Liste des Groupes | Revenir à se design |
On Sun, 24 Nov 2024 09:21:13 -0800, john larkin <JL@gct.com> wrote:
>On Sun, 24 Nov 2024 11:40:16 +0000, Martin Brown>
<'''newspam'''@nonad.co.uk> wrote:
>There is a startup company in the UK called NatPower (no relation to the>
real National Power PLC aka NPower) claiming to have over 25 years of
experience in BESS. They are proposing 1GW (sic) BESS in all sorts of
brown and green field UK sites. They have no track record that I can
find. Does anyone here know of any real international project(s) that
they have actually done and more importantly *delivered*?
(their own PR or its uncritical repetition in the press doesn't count)
>
Their website is very slick indeed but I suspect that beauty is only
skin deep. I am interesting in evidence of substance not PR fluff.
>
Can someone provide me with some rough estimates of what a 1GW class
energy storage system ought to look like in terms of layout and the
number of container sized units and space required?
(or at least sanity check my guesstimate below)
>
Assuming that they mean 1GWh I reckon it will be about 2000T of Lithium
batteries. If each module is storage container sized and can contain
20m^2 of batteries I reckon it is about 100 units (twice that if I have
over estimated how much battery you can safely fit in a module). I
haven't been able to find any manufacturers specifications for them.
>
At what point in the scale up from 50MW storage units (which are quite
common in the UK) to these new Gigaparks do things get interesting?
>
It also strikes me that if these storage battery systems have similar
characteristics to the Lithium ion cells in my laptop they will require
complete replacement every 5 or so years if they get cycled daily.
>
And I presume each module needs integrated fire suppression systems to
handle thermal runaway problems. Lithium fires being notoriously
difficult for ordinary fire fighting methods to put out.
>
Also what additional measures will it need to tie into 400kV supergrid?
>
How do you even do that at 1GW using semiconductor components?
>
It can obviously be done since some big interconnectors are DC but how
much does that sort of hefty high voltage infrastructure cost?
Maybe they mean 1 gigawatt. It seems to be peaking power.
>
There are already long-distance DC power lines, with AC conversion on
both ends. I think they use a lot of IGBTs.
Yes. The key is optical triggering via an optical fiber, which is
both precise in time and electrically isolated, so one can stack many
units in series.
>
The highest-power stuff is Thyristor based, and is directly optically
triggered.
>
IGBTs are triggered by an optically-triggered IGBT driver.
>
>Imagine firing up a 12 gigawatt 800 KV converter for the first time!>
Done outdoors in staged steps, from a safe distance.
>
There will be many wires. 12e9/8e5= 1.5e4 amps total. Icing will not
be a problem.
>
>
Joe Gwinn
Les messages affichés proviennent d'usenet.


* _Task instructions_: Below are the records. List every line holding the word "unit".

[Figure dataset records]
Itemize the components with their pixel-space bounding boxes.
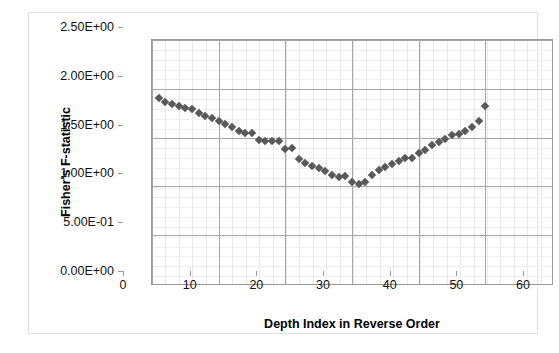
y-tick-label: 1.50E+00 [29, 118, 114, 132]
data-point [408, 154, 416, 162]
x-gridline [352, 40, 353, 284]
y-tick-label: 0.00E+00 [29, 264, 114, 278]
x-gridline [152, 40, 153, 284]
data-point [474, 117, 482, 125]
y-tick-label: 1.00E+00 [29, 166, 114, 180]
x-tick-label: 0 [120, 278, 127, 292]
y-gridline [152, 89, 552, 90]
data-point [248, 128, 256, 136]
x-tick-label: 60 [516, 278, 530, 292]
x-tick-mark [323, 271, 324, 276]
x-tick-label: 30 [316, 278, 330, 292]
x-axis-title: Depth Index in Reverse Order [151, 317, 553, 331]
y-tick-mark [118, 271, 123, 272]
x-gridline [485, 40, 486, 284]
y-tick-label: 2.00E+00 [29, 69, 114, 83]
x-tick-mark [523, 271, 524, 276]
chart-frame: Fisher's F-statistic Depth Index in Reve… [28, 12, 538, 334]
data-point [341, 171, 349, 179]
y-tick-mark [118, 27, 123, 28]
data-point [368, 170, 376, 178]
y-tick-label: 5.00E-01 [29, 215, 114, 229]
x-tick-label: 50 [449, 278, 463, 292]
data-point [481, 102, 489, 110]
x-tick-mark [123, 271, 124, 276]
y-gridline [152, 235, 552, 236]
y-gridline [152, 284, 552, 285]
x-tick-label: 20 [249, 278, 263, 292]
x-tick-label: 10 [183, 278, 197, 292]
plot-area [151, 39, 553, 285]
y-gridline [152, 186, 552, 187]
x-tick-mark [190, 271, 191, 276]
x-gridline [285, 40, 286, 284]
x-tick-mark [390, 271, 391, 276]
x-gridline [219, 40, 220, 284]
y-gridline [152, 138, 552, 139]
x-gridline [419, 40, 420, 284]
x-tick-mark [456, 271, 457, 276]
chart-figure: Fisher's F-statistic Depth Index in Reve… [0, 0, 559, 353]
y-tick-label: 2.50E+00 [29, 20, 114, 34]
x-gridline [552, 40, 553, 284]
x-tick-label: 40 [383, 278, 397, 292]
y-tick-mark [118, 173, 123, 174]
x-tick-mark [256, 271, 257, 276]
y-gridline [152, 40, 552, 41]
y-tick-mark [118, 76, 123, 77]
y-tick-mark [118, 125, 123, 126]
data-point [288, 144, 296, 152]
y-tick-mark [118, 222, 123, 223]
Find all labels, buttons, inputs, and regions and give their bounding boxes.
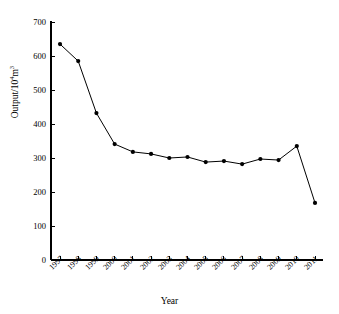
y-axis-title: Output/104m3 <box>8 32 20 152</box>
data-point <box>167 156 171 160</box>
data-point <box>313 201 317 205</box>
data-point <box>76 59 80 63</box>
data-point <box>240 162 244 166</box>
y-axis-title-unit-exponent: 3 <box>8 66 15 69</box>
data-point <box>113 142 117 146</box>
y-axis-tick-label: 500 <box>18 86 46 95</box>
y-axis-tick-label: 200 <box>18 188 46 197</box>
y-axis-tick-label: 400 <box>18 120 46 129</box>
y-axis-tick-label: 300 <box>18 154 46 163</box>
data-point <box>204 160 208 164</box>
data-point <box>94 111 98 115</box>
data-point <box>58 42 62 46</box>
x-axis-title: Year <box>0 296 339 306</box>
line-chart: 0100200300400500600700 19971998199920002… <box>0 0 339 314</box>
y-axis-tick-label: 600 <box>18 52 46 61</box>
y-axis-tick-label: 0 <box>18 256 46 265</box>
y-axis-tick-label: 100 <box>18 222 46 231</box>
y-axis-title-exponent: 4 <box>8 77 15 80</box>
data-point <box>149 152 153 156</box>
y-axis-title-unit: m <box>10 69 20 76</box>
y-axis-tick-label: 700 <box>18 18 46 27</box>
y-axis-title-text: Output/10 <box>10 80 20 119</box>
data-point <box>295 144 299 148</box>
data-point <box>222 159 226 163</box>
data-point <box>185 155 189 159</box>
data-point <box>276 158 280 162</box>
data-point <box>258 157 262 161</box>
data-point <box>131 150 135 154</box>
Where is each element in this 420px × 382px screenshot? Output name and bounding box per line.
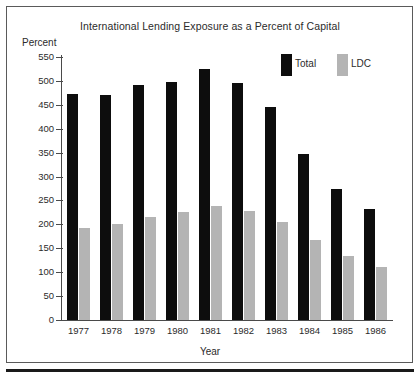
bar-ldc-1977 [79, 228, 90, 320]
legend-label: Total [295, 58, 316, 69]
x-axis-tick-label: 1985 [326, 325, 359, 336]
bar-total-1983 [265, 107, 276, 320]
bar-total-1985 [331, 189, 342, 320]
bar-ldc-1983 [277, 222, 288, 320]
legend-swatch-ldc [337, 54, 348, 76]
y-axis-tick-label: 450 [6, 99, 54, 110]
y-axis-tick-label: 250 [6, 194, 54, 205]
y-axis-tick-label: 400 [6, 123, 54, 134]
bar-total-1981 [199, 69, 210, 320]
x-axis-tick-label: 1982 [227, 325, 260, 336]
y-axis-tick-label: 350 [6, 147, 54, 158]
x-axis-tick-label: 1984 [293, 325, 326, 336]
x-axis-tick-label: 1983 [260, 325, 293, 336]
x-axis-tick-label: 1981 [194, 325, 227, 336]
bar-total-1982 [232, 83, 243, 320]
bar-total-1986 [364, 209, 375, 320]
legend-label: LDC [351, 58, 371, 69]
bar-ldc-1979 [145, 217, 156, 320]
chart-figure: International Lending Exposure as a Perc… [0, 0, 420, 382]
plot-area [62, 57, 392, 320]
x-axis-tick-label: 1980 [161, 325, 194, 336]
bar-ldc-1985 [343, 256, 354, 320]
bar-ldc-1978 [112, 224, 123, 320]
chart-legend: TotalLDC [281, 52, 386, 78]
x-axis-tick-label: 1977 [62, 325, 95, 336]
y-axis-tick-label: 500 [6, 75, 54, 86]
x-axis-tick-label: 1986 [359, 325, 392, 336]
bar-total-1978 [100, 95, 111, 320]
y-axis-tick-label: 550 [6, 51, 54, 62]
x-axis-tick-label: 1978 [95, 325, 128, 336]
legend-swatch-total [281, 54, 292, 76]
bar-total-1984 [298, 154, 309, 320]
y-axis-tick [56, 320, 63, 321]
y-axis-tick-label: 0 [6, 314, 54, 325]
x-axis-tick-label: 1979 [128, 325, 161, 336]
bar-ldc-1981 [211, 206, 222, 320]
bar-ldc-1980 [178, 212, 189, 320]
y-axis-tick-label: 150 [6, 242, 54, 253]
bar-total-1979 [133, 85, 144, 320]
y-axis-tick-label: 200 [6, 218, 54, 229]
y-axis-tick-label: 300 [6, 171, 54, 182]
bar-ldc-1982 [244, 211, 255, 320]
bar-ldc-1984 [310, 240, 321, 320]
y-axis-tick-label: 100 [6, 266, 54, 277]
bar-ldc-1986 [376, 267, 387, 320]
bar-total-1980 [166, 82, 177, 320]
y-axis-tick-label: 50 [6, 290, 54, 301]
bar-total-1977 [67, 94, 78, 320]
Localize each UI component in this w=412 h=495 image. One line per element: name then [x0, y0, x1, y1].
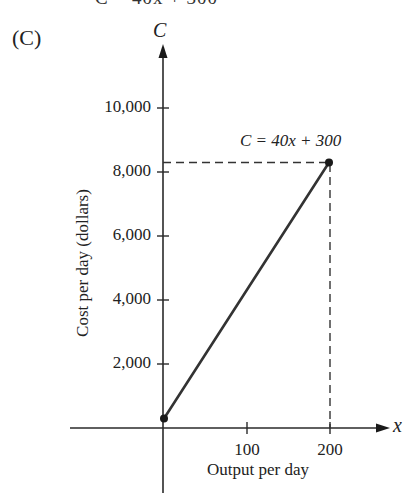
chart-canvas — [0, 0, 412, 495]
equation-text: C = 40x + 300 — [240, 131, 341, 150]
y-tick-label: 10,000 — [71, 97, 151, 117]
x-tick-label: 100 — [222, 440, 272, 460]
cost-line — [164, 163, 329, 419]
equation-annotation: C = 40x + 300 — [240, 131, 341, 151]
y-axis-arrow-icon — [159, 44, 168, 58]
y-axis-variable-label: C — [153, 19, 166, 42]
x-axis-arrow-icon — [376, 424, 390, 433]
start-point-marker — [160, 415, 168, 423]
x-axis-title: Output per day — [178, 460, 338, 480]
end-point-marker — [325, 159, 333, 167]
y-axis-title: Cost per day (dollars) — [73, 163, 93, 363]
x-axis-variable-label: x — [393, 414, 402, 437]
x-tick-label: 200 — [305, 440, 355, 460]
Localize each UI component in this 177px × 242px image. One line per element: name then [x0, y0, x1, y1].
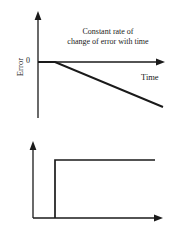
controller-output-vs-time-chart: Controller output Time: [0, 121, 177, 242]
annotation-line-1: Constant rate of: [53, 27, 163, 37]
controller-output-plot: [0, 121, 177, 242]
error-ramp-trace: [38, 62, 163, 107]
error-y-axis: [35, 11, 42, 118]
controller-step-trace: [55, 160, 155, 218]
output-x-axis: [33, 215, 163, 222]
error-zero-tick-label: 0: [26, 56, 30, 65]
annotation-line-2: change of error with time: [53, 37, 163, 47]
constant-rate-annotation: Constant rate of change of error with ti…: [53, 27, 163, 47]
top-chart-x-axis-label: Time: [141, 72, 159, 82]
error-vs-time-chart: Error 0 Time Constant rate of change of …: [0, 0, 177, 121]
derivative-action-figure: Error 0 Time Constant rate of change of …: [0, 0, 177, 242]
output-y-axis: [30, 141, 37, 218]
error-y-axis-label: Error: [15, 45, 25, 89]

* _Expected output_:
y-axis-title-unit-exponent: 3 <box>8 66 15 69</box>
y-axis-title-unit: m <box>10 69 20 76</box>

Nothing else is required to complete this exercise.